Stored data |
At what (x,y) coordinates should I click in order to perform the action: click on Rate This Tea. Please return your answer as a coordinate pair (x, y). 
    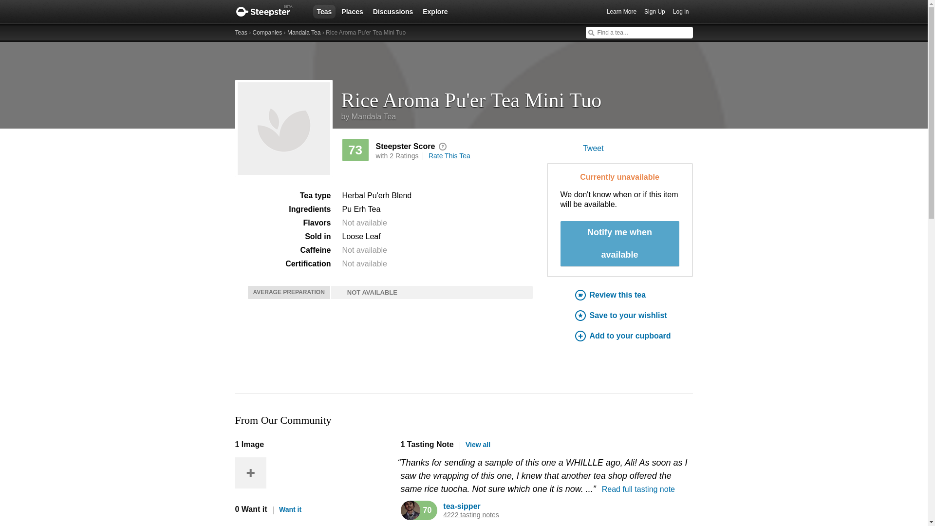
    Looking at the image, I should click on (449, 156).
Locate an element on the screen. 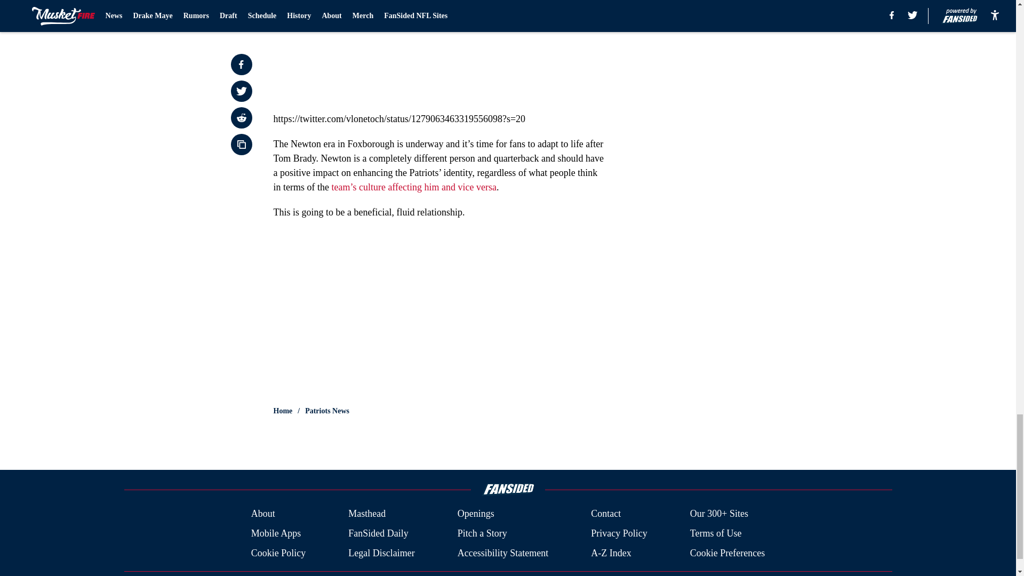 This screenshot has height=576, width=1024. Openings is located at coordinates (476, 514).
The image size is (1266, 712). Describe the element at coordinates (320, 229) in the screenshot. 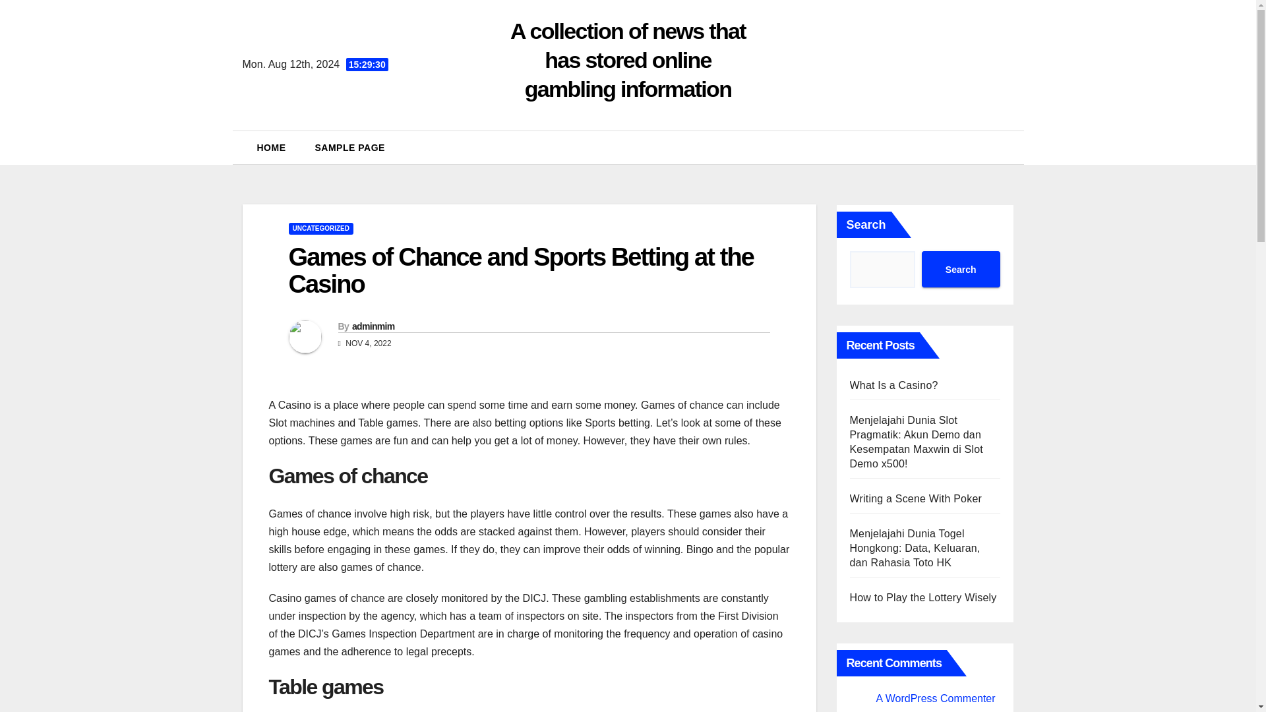

I see `UNCATEGORIZED` at that location.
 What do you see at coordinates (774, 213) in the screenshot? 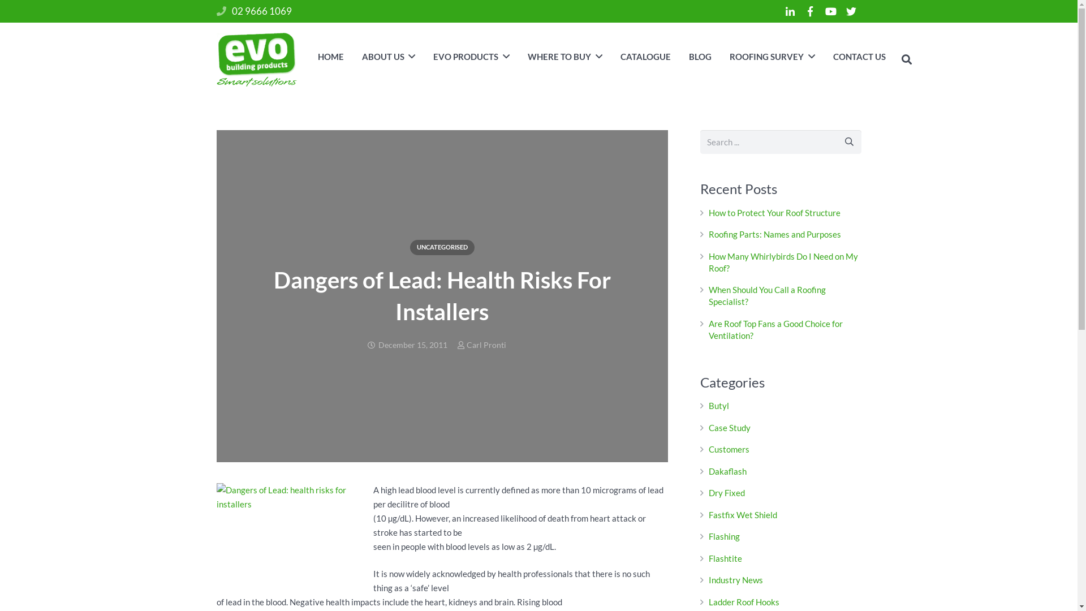
I see `How to Protect Your Roof Structure` at bounding box center [774, 213].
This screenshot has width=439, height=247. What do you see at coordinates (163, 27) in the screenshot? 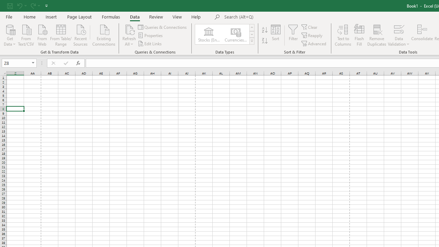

Task objective |
The copy should start at the line that contains "What do you see at coordinates (774, 213)", end at the last line of the entries above, and match each line exactly, with pictures dropped.

Task solution |
 What do you see at coordinates (774, 213) in the screenshot? 
I see `How to Protect Your Roof Structure` at bounding box center [774, 213].
This screenshot has width=439, height=247. What do you see at coordinates (163, 27) in the screenshot? 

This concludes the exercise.